1
votes

I am trying to debug a memory leak in a 64-bit C++ native application. The app leaks 1300 bytes 7-10 times a second - via plain malloc().

If I attach to the process with WinDBG and break into it every 60 seconds, !heap does not show any increase in memory allocated.

I did enable User Mode Stack trace database on the process:

gflags /i <process>.exe +ust

In WinDBG (with all the symbols successfully loaded), I'm using:

!heap -stat -h

But the output of the command never changes when I break in even though I can see the Private Bytes increase in Task Manager and a PerfMon trace.

I understand that when allocations are small they go to HeapAlloc(), when they're bigger they go to VirtualAlloc. Does !heap not work for HeapAlloc?

This post seems to imply that maybe using DebugDiag would work, but it still boils down to using WinDBG commands to process the dump. Tried to no avail.

This post also says that !heap command is broken for 64-bit apps. Could that be the case?

Is there an alternate procedure for diagnosing leaks in 64-bit apps?

1
There were no dumps involved when using WinDBG. I was attaching to the process directly. In any case UMDH did not show any leaks either.pathrider
You'd better open a support case via support.microsoft.com to get some help. It is too broad to discuss such on SO, as nobody can reproduce what you have.Lex Li
Do you have a minimal reproducible example? Your first paragraph sounds like this can be implemented in 20 lines of code. Can you give us something we could try? Can you share the app or dmp files?Thomas Weller
It's 4.5M lines of code. I'll see if I can create a managable example.pathrider

1 Answers

1
votes

 !heap does not show any increase in memory allocated.

That may depend on which column you're looking at and how much memory the heap manager has allocated before.

E.g. it's possible that your application has a heap of 100 MB, of which just some blocks of 64kB are moving from the "reserved" column to the "committed" column. If the memory is committed right from the start, you won't see anything at all with a plain !heap command.

I did enable User Mode Stack trace database on the process

That will help you getting the allocation stack traces, but not affect the leak in general.

I understand that when allocations are small they go to HeapAlloc(), when they're bigger they go to VirtualAlloc.

Yes, for allocations > 512k.

Does !heap not work for HeapAlloc?

It should. And since C++ malloc() and new both use the Windows Heap manager, they should result in HeapAlloc() sooner or later.

The following code

#include <iostream>
#include <chrono>
#include <thread>

int main()
{
    // https://stackguides.com/questions/53157722/windbg-diagnosing-leaks-in-64-bit-dumps-heap-not-showing-memory-growth
    //
    // I am trying to debug a memory leak in a 64-bit C++ native application.
    // The app leaks 1300 bytes 7-10 times a second - via plain malloc().

    for(int seconds=0; seconds < 60; seconds++)
    {
        for (int leakspersecond=0; leakspersecond<8;leakspersecond++)
        {
            if (malloc(1300)==nullptr)
            {
                std::cout << "Out of memory. That was unexpected in this simple demo." << std::endl;
            }
            std::this_thread::sleep_for(std::chrono::milliseconds(125));
        }
    }
}

compiled as 64 bit release build and run in WinDbg 10.0.15063.400 x64 shows

0:001> !heap -stat -h

Allocations statistics for
 heap @ 00000000000d0000
group-by: TOTSIZE max-display: 20
    size     #blocks     total     ( %) (percent of total busy bytes)
    514 1a - 8408  (32.24)
    521 c - 3d8c  (15.03)
[...]

and later

0:001> !heap -stat -h

Allocations statistics for
 heap @ 00000000000d0000
group-by: TOTSIZE max-display: 20
    size     #blocks     total     ( %) (percent of total busy bytes)
    514 30 - f3c0  (41.83)
    521 18 - 7b18  (21.12)

even without +ust set.

It's 4.5M lines of code.

How do you then know that it leaks 1300 bytes via plain malloc()?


Directions =>
Every entry below should be reproduced exactly; no picture is to be included.

Provided material =>
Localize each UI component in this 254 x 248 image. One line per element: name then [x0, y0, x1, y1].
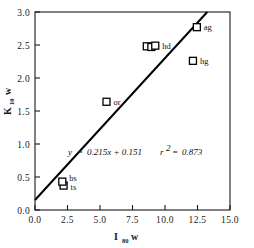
data-point-label: hg: [200, 56, 209, 66]
r-squared-exponent: 2: [166, 143, 171, 153]
data-point-label: hd: [162, 41, 171, 51]
x-tick-label: 0.0: [29, 215, 42, 225]
x-axis-title-tail: w: [131, 231, 139, 242]
x-tick-label: 12.5: [189, 215, 207, 225]
x-axis-ticks: 0.02.55.07.510.012.515.0: [29, 205, 239, 225]
x-tick-label: 10.0: [156, 215, 174, 225]
chart-svg: 0.02.55.07.510.012.515.0 0.00.51.01.52.0…: [0, 0, 254, 248]
y-tick-label: 2.5: [17, 41, 30, 51]
equation-annotation: y = 0.215x + 0.151 r 2 = 0.873: [67, 143, 203, 157]
x-tick-label: 2.5: [61, 215, 74, 225]
y-tick-label: 0.0: [17, 206, 30, 216]
equation-y-symbol: y: [67, 147, 72, 157]
y-tick-label: 2.0: [17, 74, 30, 84]
data-point-marker: [152, 42, 159, 49]
equation-equals: =: [77, 147, 83, 157]
r-squared-value: 0.873: [182, 147, 203, 157]
x-axis-title-subscript: 80: [122, 237, 129, 244]
y-axis-title-tail: w: [2, 87, 13, 95]
y-axis-title: K 10 w: [2, 87, 15, 115]
y-tick-label: 1.5: [17, 107, 30, 117]
data-point-label: or: [114, 97, 121, 107]
data-point-group: tsbsorhdhgag: [59, 22, 213, 191]
data-point-marker: [193, 24, 200, 31]
x-axis-title: I 80 w: [114, 231, 139, 244]
x-tick-label: 15.0: [221, 215, 239, 225]
y-axis-ticks: 0.00.51.01.52.02.53.0: [17, 8, 40, 216]
y-axis-title-subscript: 10: [8, 99, 15, 106]
r-squared-equals: =: [172, 147, 178, 157]
x-axis-title-main: I: [114, 231, 118, 242]
data-point-label: ts: [71, 182, 77, 192]
x-tick-label: 7.5: [126, 215, 139, 225]
y-axis-title-main: K: [2, 107, 13, 115]
data-point-label: ag: [204, 22, 213, 32]
y-tick-label: 1.0: [17, 140, 30, 150]
data-point-marker: [59, 178, 66, 185]
regression-line: [35, 12, 207, 200]
scatter-chart: 0.02.55.07.510.012.515.0 0.00.51.01.52.0…: [0, 0, 254, 248]
equation-body: 0.215x + 0.151: [87, 147, 142, 157]
r-squared-symbol: r: [160, 147, 164, 157]
data-point-marker: [103, 98, 110, 105]
y-tick-label: 3.0: [17, 8, 30, 18]
y-tick-label: 0.5: [17, 173, 30, 183]
data-point-label: bs: [69, 173, 77, 183]
x-tick-label: 5.0: [94, 215, 107, 225]
data-point-marker: [189, 57, 196, 64]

Answer box =>
Localize each UI component in this 254 x 248 image. One line per element: name then [x0, y0, x1, y1].
data-point-label: hg: [200, 56, 209, 66]
r-squared-exponent: 2: [166, 143, 171, 153]
data-point-label: hd: [162, 41, 171, 51]
x-tick-label: 0.0: [29, 215, 42, 225]
x-axis-title-tail: w: [131, 231, 139, 242]
x-tick-label: 12.5: [189, 215, 207, 225]
x-axis-ticks: 0.02.55.07.510.012.515.0: [29, 205, 239, 225]
x-tick-label: 10.0: [156, 215, 174, 225]
chart-svg: 0.02.55.07.510.012.515.0 0.00.51.01.52.0…: [0, 0, 254, 248]
y-tick-label: 2.5: [17, 41, 30, 51]
equation-annotation: y = 0.215x + 0.151 r 2 = 0.873: [67, 143, 203, 157]
x-tick-label: 2.5: [61, 215, 74, 225]
y-tick-label: 0.0: [17, 206, 30, 216]
equation-y-symbol: y: [67, 147, 72, 157]
y-tick-label: 2.0: [17, 74, 30, 84]
data-point-marker: [152, 42, 159, 49]
equation-equals: =: [77, 147, 83, 157]
r-squared-value: 0.873: [182, 147, 203, 157]
x-axis-title-subscript: 80: [122, 237, 129, 244]
y-axis-title-tail: w: [2, 87, 13, 95]
y-axis-title: K 10 w: [2, 87, 15, 115]
y-tick-label: 1.5: [17, 107, 30, 117]
data-point-label: or: [114, 97, 121, 107]
data-point-group: tsbsorhdhgag: [59, 22, 213, 191]
data-point-marker: [193, 24, 200, 31]
x-axis-title: I 80 w: [114, 231, 139, 244]
x-tick-label: 15.0: [221, 215, 239, 225]
y-axis-ticks: 0.00.51.01.52.02.53.0: [17, 8, 40, 216]
y-axis-title-subscript: 10: [8, 99, 15, 106]
r-squared-equals: =: [172, 147, 178, 157]
x-axis-title-main: I: [114, 231, 118, 242]
data-point-label: ts: [71, 182, 77, 192]
x-tick-label: 7.5: [126, 215, 139, 225]
y-axis-title-main: K: [2, 107, 13, 115]
data-point-label: ag: [204, 22, 213, 32]
y-tick-label: 1.0: [17, 140, 30, 150]
data-point-marker: [59, 178, 66, 185]
regression-line: [35, 12, 207, 200]
scatter-chart: 0.02.55.07.510.012.515.0 0.00.51.01.52.0…: [0, 0, 254, 248]
equation-body: 0.215x + 0.151: [87, 147, 142, 157]
r-squared-symbol: r: [160, 147, 164, 157]
data-point-marker: [103, 98, 110, 105]
y-tick-label: 3.0: [17, 8, 30, 18]
y-tick-label: 0.5: [17, 173, 30, 183]
data-point-label: bs: [69, 173, 77, 183]
x-tick-label: 5.0: [94, 215, 107, 225]
data-point-marker: [189, 57, 196, 64]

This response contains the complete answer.